Past, Present, Pause is not so much an ‘exploration’ as a celebration of difference.
Time, history and imagery are also central to The Age of Spin – Welcome to the Machine, Sean-William Dawson’s show in the smaller BHCV Project gallery.
“Our window to the world has now become a digital collage, where we question everything, even our own experiences,” Dawson says. His work combines the iconography of television, movies and pop culture with his own family history, and today’s social issues.
“I love pop culture. Ever since I was a kid, I was fascinated by the influences of TV shows on society. Now, with social media, tragedies are becoming parallel – we’re blurring the line between reality and entertainment.”
Downward, a series of four silk screens on vintage wallpaper in hand-made reclaimed wood frames, illustrates that theme: the decorative color scheme and color progression obscure the reality, that the images are comprised of superimposed photos of a screaming Janet Leigh from the iconic shower sequence in Psycho.
Dawson confesses to a fascination with pop culture villains and tragedies, into which he weaves his own personal story of family loss. A number of works combine drawings based on family photos with pop images, using colours selected from a popular internet colour wheel to evoke emotion.
“Using pop culture in a different way. That’s how pop culture is, in our society – more and more layers.”
His work is all about layers, of meaning and recognition. “We’ve grown up cutting and pasting, and in a way, that’s what I do, too,” to the point of using song titles as the titles of his works. “I’m presenting the movie of my life through my art.”
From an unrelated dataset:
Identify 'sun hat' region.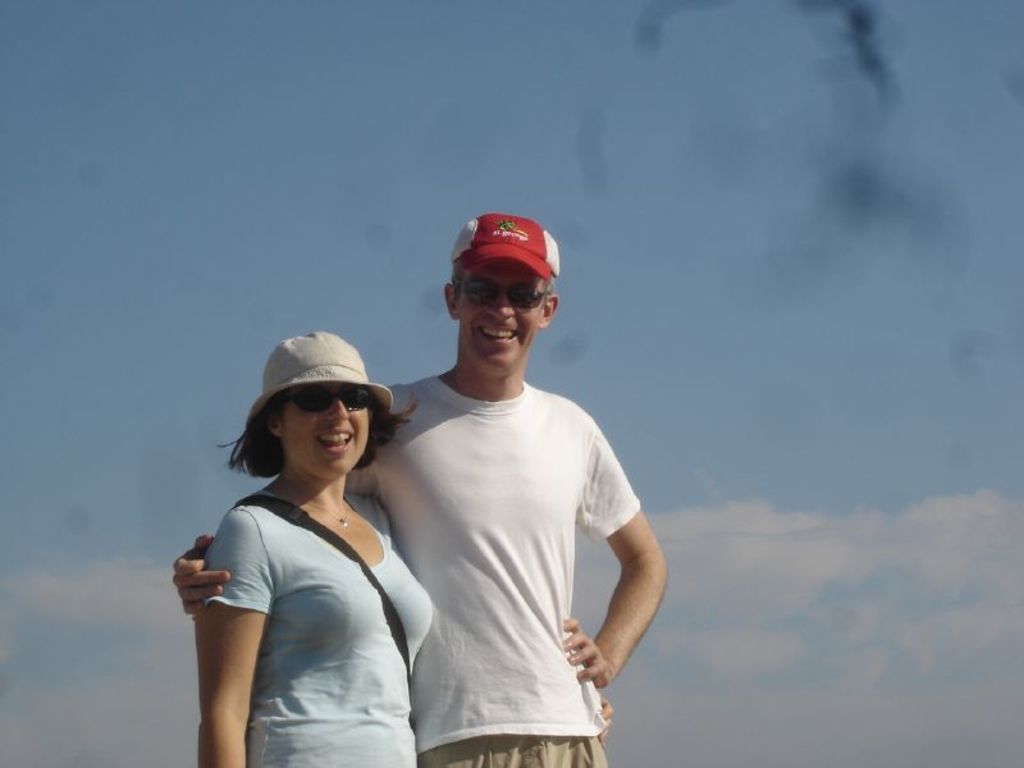
Region: 252:324:399:408.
Both Past, Present, Pause. and The Age of Spin are at be contemporary art gallery in Stroud, 7869 Yonge Street, until October 2.
The gallery is open to the public, following COVID protocols that include wearing face masks and maintaining physical distancing. No more than five visitors are allowed into the gallery at one time.
There was no “Grand Opening” of the current exhibitions, but there will be a “Grand Closing” on Oct. 2, noon to 5 p.m., when the artists will be available to talk with the public about their work. Weather permitting, refreshments will be served outdoors on the patio. Watch for details.
Past, Present, Pause. and The Age of Spin were sponsored by Davidson’s Country Dining in Innisfil.
LONDON (AP) — With a few daubs of a paintbrush, the Brontë sisters have got their dots back.
More than eight decades after it was installed, a memorial to the three 19th-century sibling novelists in London’s Westminster Abbey was amended Thursday to restore the diaereses – the two dots over the e in their surname.
The dots — which indicate that the name is pronounced “brontay” rather than “bront” — were omitted when the stone tablet commemorating Charlotte, Emily and Anne was erected in the abbey’s Poets’ Corner in October 1939, just after the outbreak of World War II.
They were restored after Brontë historian Sharon Wright, editor of the Brontë Society Gazette, raised the issue with Dean of Westminster David Hoyle. The abbey asked its stonemason to tap in the dots and its conservator to paint them.
“There’s no paper record for anyone complaining about this or mentioning this, so I just wanted to put it right, really,” Wright said. “These three Yorkshire women deserve their place here, but they also deserve to have their name spelled correctly.”
It’s believed the writers’ Irish father Patrick changed the spelling of his surname from Brunty or Prunty when he went to university in England.
Raised on the wild Yorkshire moors, all three sisters died before they were 40, leaving enduring novels including Charlotte’s “Jane Eyre,” Emily’s “Wuthering Heights” and Anne’s “The Tenant of Wildfell Hall.”
Rebecca Yorke, director of the Brontë Society, welcomed the restoration.
“As the Brontës and their work are loved and respected all over the world, it’s entirely appropriate that their name is spelled correctly on their memorial,” she said.